All those initiatives died because they were smoke and mirrors. Yes, the environment for broadcast networks is challenging and only going get more difficult to navigate in coming years. But content is still king. If a restaurant started replacing its ground beef with dog food, would its customers keep coming back? No, they would quite rightly reject the inferior product they were given.
And that may be the lesson of NBC's late-night debacle. Reinventing the broadcast television model is a grand idea and it's not a bad overall goal to have, but CBS, ABC and Fox seem to have done OK despite just tinkering around the margins. They merely put on programs that people want to watch, and attempt to reap the resulting financial rewards in a variety of mediums and venues. That seems to have worked out pretty well for them (and if, as Fox did, they can wring higher carriage rates from cable companies, they may stave off extinction for another decade or two).

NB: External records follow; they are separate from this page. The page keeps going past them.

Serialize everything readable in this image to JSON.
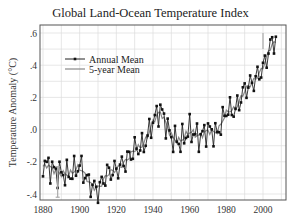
{
  "chart_data": {
    "type": "line",
    "title": "Global Land-Ocean Temperature Index",
    "xlabel": "",
    "ylabel": "Temperature Anomaly (°C)",
    "xlim": [
      1880,
      2010
    ],
    "ylim": [
      -0.45,
      0.65
    ],
    "x_ticks": [
      1880,
      1900,
      1920,
      1940,
      1960,
      1980,
      2000
    ],
    "y_ticks": [
      0.6,
      0.4,
      0.2,
      0.0,
      -0.2,
      -0.4
    ],
    "y_tick_labels": [
      ".6",
      ".4",
      ".2",
      ".0",
      "-.2",
      "-.4"
    ],
    "grid": true,
    "legend": {
      "position": "upper left",
      "entries": [
        "Annual Mean",
        "5-year Mean"
      ]
    },
    "data_note": "Approximate visual trace. Individual annual values are not legible at this resolution; the series reproduces the overall shape of the plotted curve, not the underlying measurements.",
    "key_features": [
      "Starts near -0.2 in 1880",
      "Minimum around -0.4 near 1905–1910",
      "Rises to about +0.1 to +0.2 near 1940–1945",
      "Roughly flat, near 0 to slightly negative, 1950–1975",
      "Rises steeply after about 1976",
      "Peaks near +0.6 in the mid-2000s"
    ],
    "error_bars": [
      {
        "approx_year": 1888,
        "approx_low": -0.42,
        "approx_high": -0.23
      },
      {
        "approx_year": 2000,
        "approx_range": "small, about ±0.05"
      }
    ]
  }
}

So will things change at NBC? I doubt it. Zucker's reign of condescending mediocrity has lasted for a long time, and all the network's current executives come from NBC Universal's dysfunctional culture, where spin, denial and magical thinking are a way of life. (It's hard to believe that Comcast, the network's new owners, will be OK with that approach, but stranger things have happened in corporate America -- after all, Zucker was repeatedly promoted by GE despite the alarming decline of NBC on his watch.)
It took O'Brien's impassioned statement to point out that NBC entertainment president Jeff Gaspin's new plan -- an abridged Leno at 11:35 p.m. ET followed by "The Tonight Show" -- was not just a dumb idea but one that would deeply harm a network institution.
"'The Tonight Show' at 12:05 simply isn’t the 'Tonight Show,'" O'Brien wrote.
That seems obvious to everyone but NBC executives, who for years have operated on the assumption that, when it comes to unpleasant truths, they can simply wish them away, ignore them or deflect them with spin. Given their penchant for avoidance tactics, they no doubt have their lawyers working on ways to avoid paying out a substantial settlement to O'Brien, who says he has no "offers" but is reportedly considering a move to Fox.
As I wrote yesterday, NBC has a chance to hang on to one shred of dignity in all this. They could set Conan free with a minimum of fuss. They could arrive a quiet settlement and let him go, the sooner the better.
Then executives could begin working on a much bigger and more important task: Rebuilding the network's credibility in the eyes of the viewing public, not with reinventions and radical innovations, but with well-crafted, entertaining television.
That approach wouldn't end NBC's troubles, but it would be a start. And it would be preferable to everything else the network has tried in the last decade.
Los Angeles prosecutors charge woman in celebrity burglaries
LOS ANGELES — A woman suspected of being the mastermind behind a series of break-ins at the homes of Paris Hilton and Lindsay Lohan has been charged with felony burglary and receiving stolen property.
T-Bone Burnett: Zen And The Art Of Music
The singer, songwriter and producer says his approach is simple: "Just listen until it sounds right." Burnett has been getting it right for a long time, and his latest project is the film Crazy Heart, for which he wrote several songs for the main character, a broken-down musician played by Jeff Bridges. Burnett talks to Terry Gross about the film and about his storied career.